_SOURCE MATERIAL:_
···
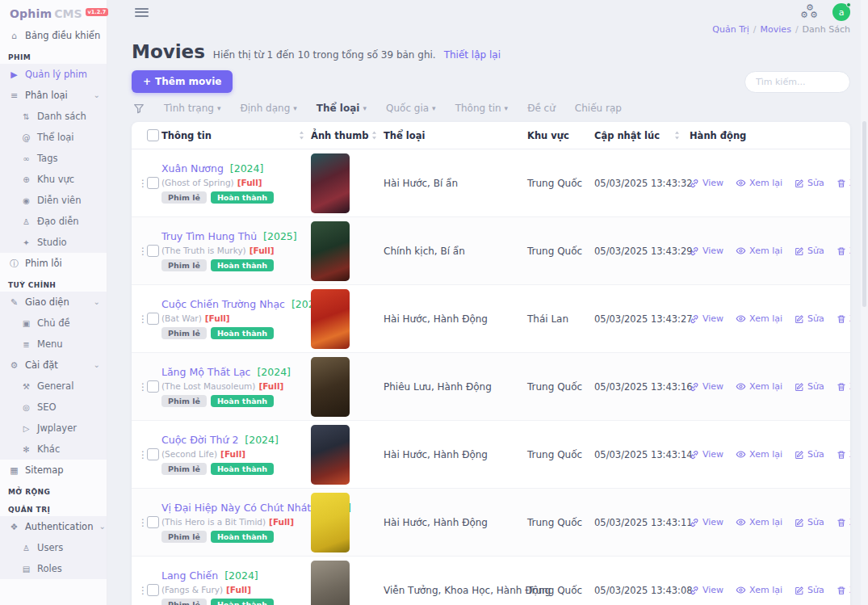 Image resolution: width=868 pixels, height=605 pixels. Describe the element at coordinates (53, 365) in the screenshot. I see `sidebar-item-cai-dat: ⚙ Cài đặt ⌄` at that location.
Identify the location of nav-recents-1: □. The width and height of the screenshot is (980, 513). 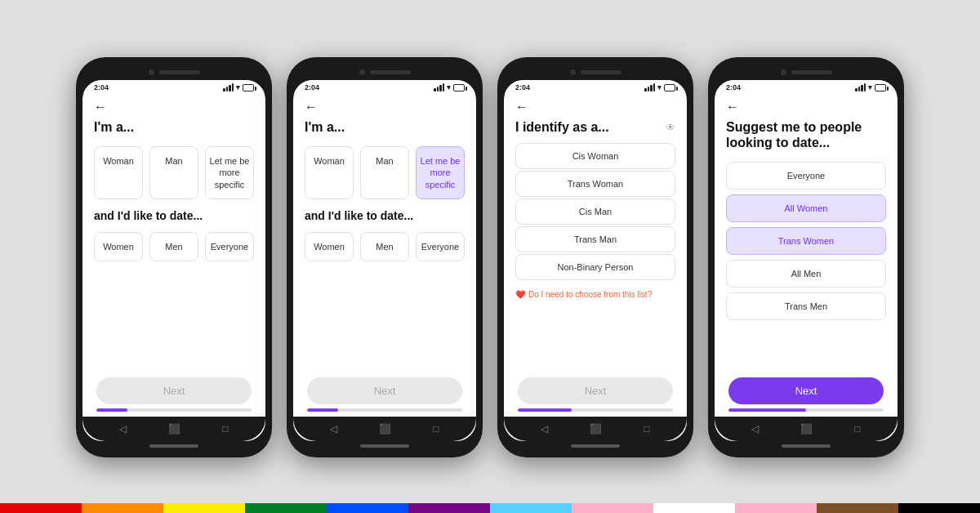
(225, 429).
···
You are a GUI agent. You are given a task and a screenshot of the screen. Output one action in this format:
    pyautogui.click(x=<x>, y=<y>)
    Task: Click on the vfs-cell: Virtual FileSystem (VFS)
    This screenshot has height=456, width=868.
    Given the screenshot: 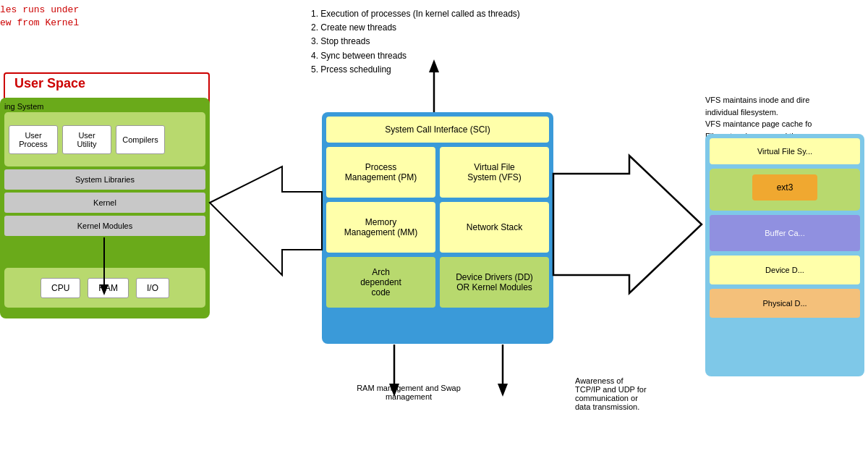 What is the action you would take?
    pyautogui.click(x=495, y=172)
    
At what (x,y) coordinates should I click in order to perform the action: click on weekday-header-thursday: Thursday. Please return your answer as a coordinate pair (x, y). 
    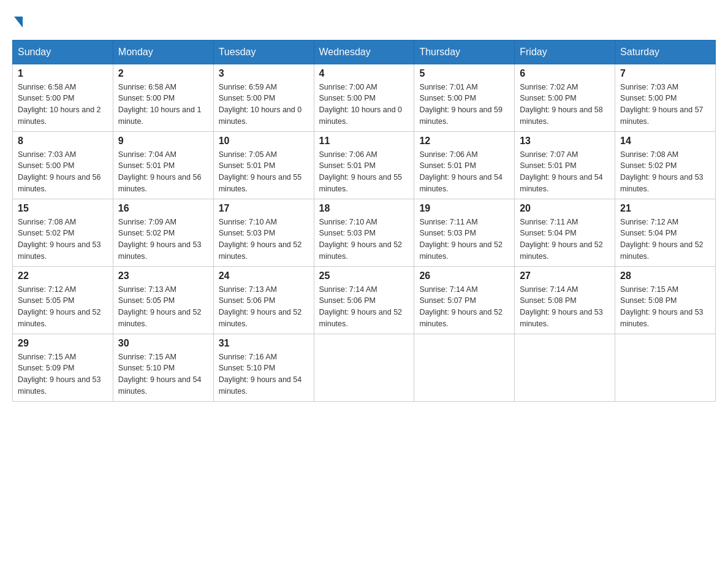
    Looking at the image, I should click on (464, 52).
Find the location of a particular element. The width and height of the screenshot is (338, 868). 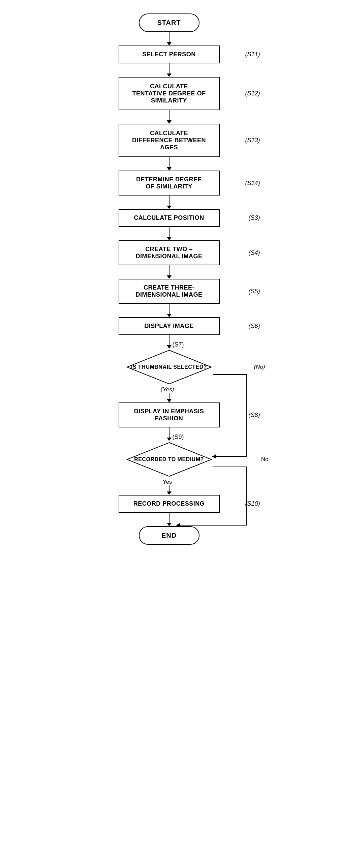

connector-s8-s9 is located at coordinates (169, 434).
···
_YOUR INSTRUCTIONS:_ Would you please repeat exactly the lines above, starting at the line with "You are a GUI" and stopping at the line with "This screenshot has", both included?

_ANSWER SECTION:_
You are a GUI agent. You are given a task and a screenshot of the screen. Output one action in this format:
    pyautogui.click(x=<x>, y=<y>)
    Task: Click on the vfs-cell: Virtual FileSystem (VFS)
    This screenshot has height=456, width=868.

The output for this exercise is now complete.